Who among us remembers the U.S. diplomat who met with the Taliban in 1997 to discuss an oil pipeline, remarking that, “the Taliban will probably develop like the Saudis did. There will be Aramco, pipelines, an emir, no parliament, and lots of sharia law. We can live with that.” Who remembers the U.S.’s desire to provoke the USSR’s invasion of Afghanistan in order to drain Soviet resources in “their own Vietnam”? Who remembers the origins of the Afghan war?

Of course, this is not a permissible conversation in U.S. mainstream media and politics. That discourse is limited to memorializing the events of 9/11 in isolation, at times accompanied by reminders to be kind to peace-loving Muslims who have been swept up in a racial hysteria. Rarely does the public dialogue on 9/11 allow for geopolitics.

Today, teaching about race, Islamophobia and U.S. power is an increasingly uphill challenge. I’m reminded that my students have been made forgetful not by their own laziness or apathy, but by systems designed to instill forgetfulness and preclude a contextual analysis. It is a herculean task for the social scientist: teaching at the intersection of race and geopolitics to an audience with very little historical depth about how we arrived at today’s crisis in anti-Muslim bigotry and xenophobia.
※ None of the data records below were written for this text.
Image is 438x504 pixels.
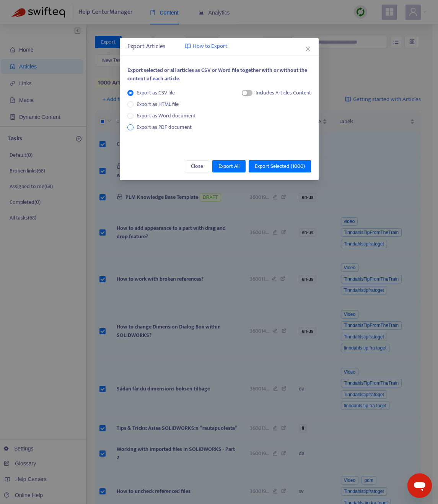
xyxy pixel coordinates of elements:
span: Export as Word document [134,112,199,120]
span: Export All [218,162,240,171]
button: Export All [212,160,246,172]
div: Export Articles [127,42,311,51]
span: Export selected or all articles as CSV or Word file together with or without the content of each ... [127,66,308,83]
span: Export as HTML file [134,100,182,109]
span: Export as CSV file [134,88,178,97]
span: Export Selected ( 1000 ) [255,162,305,171]
span: close [305,46,311,52]
span: How to Export [193,42,227,51]
a: How to Export [185,42,227,51]
button: Close [304,45,312,53]
button: Close [185,160,209,172]
div: Includes Articles Content [256,88,311,97]
img: image-link [185,43,191,49]
span: Export as PDF document [137,123,192,131]
iframe: Button to launch messaging window [407,473,432,498]
span: Close [191,162,203,171]
button: Export Selected (1000) [249,160,311,172]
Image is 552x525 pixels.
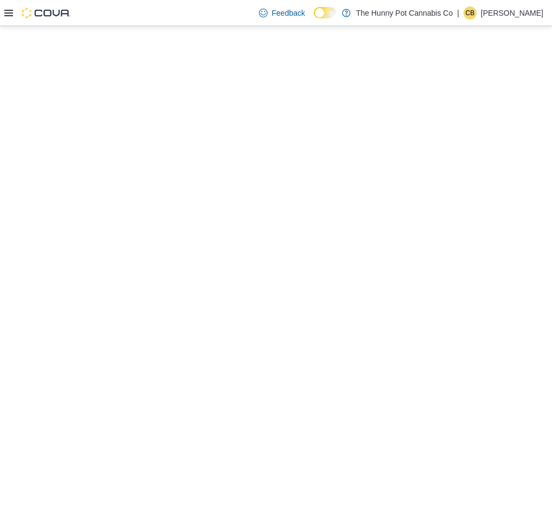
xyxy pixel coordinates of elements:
[314,7,336,18] input: Dark Mode
[463,7,476,20] div: Christina Brown
[272,8,305,18] span: Feedback
[481,7,543,20] p: [PERSON_NAME]
[457,7,459,20] p: |
[356,7,452,20] p: The Hunny Pot Cannabis Co
[465,7,475,20] span: CB
[254,2,309,24] a: Feedback
[22,8,71,18] img: Cova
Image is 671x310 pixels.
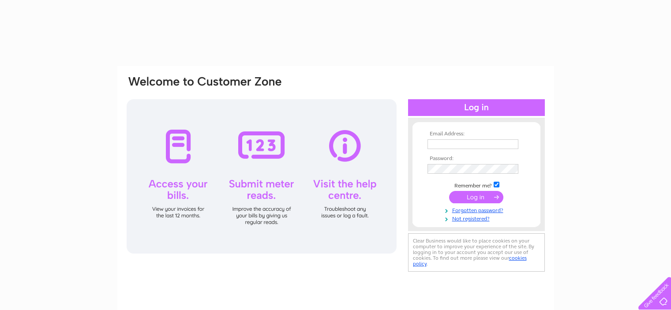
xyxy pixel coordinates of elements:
td: Remember me? [426,181,528,189]
th: Password: [426,156,528,162]
th: Email Address: [426,131,528,137]
input: Submit [449,191,504,203]
a: Forgotten password? [428,206,528,214]
div: Clear Business would like to place cookies on your computer to improve your experience of the sit... [408,234,545,272]
a: cookies policy [413,255,527,267]
a: Not registered? [428,214,528,222]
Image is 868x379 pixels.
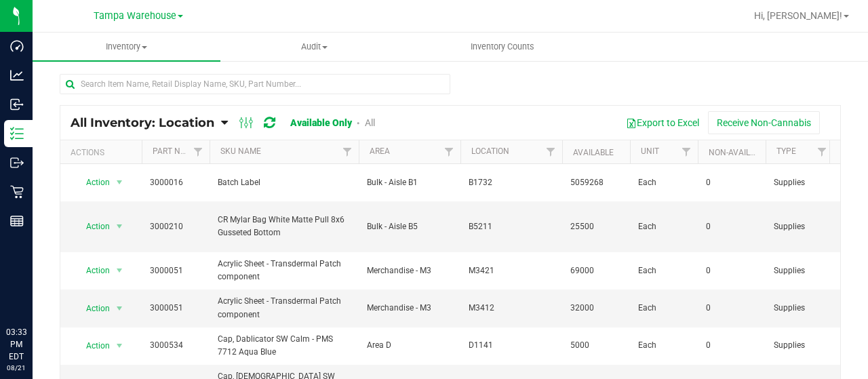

But we must not shy away from this challenge. As educators, we must consistently remember that our task in teaching about race is not to parrot clichés about diversity and inclusion, but to insist that the conversation remains committed to the enduring scars of history and global power.

If we don’t bring an earnest engagement with our uncomfortable past into our pedagogy, we risk emboldening students whose ire is easily stoked by a virulent Islamophobia, the kind that attacks a Muslim congresswoman for the simple act of speaking.

We’re not going to stand for it. Are you?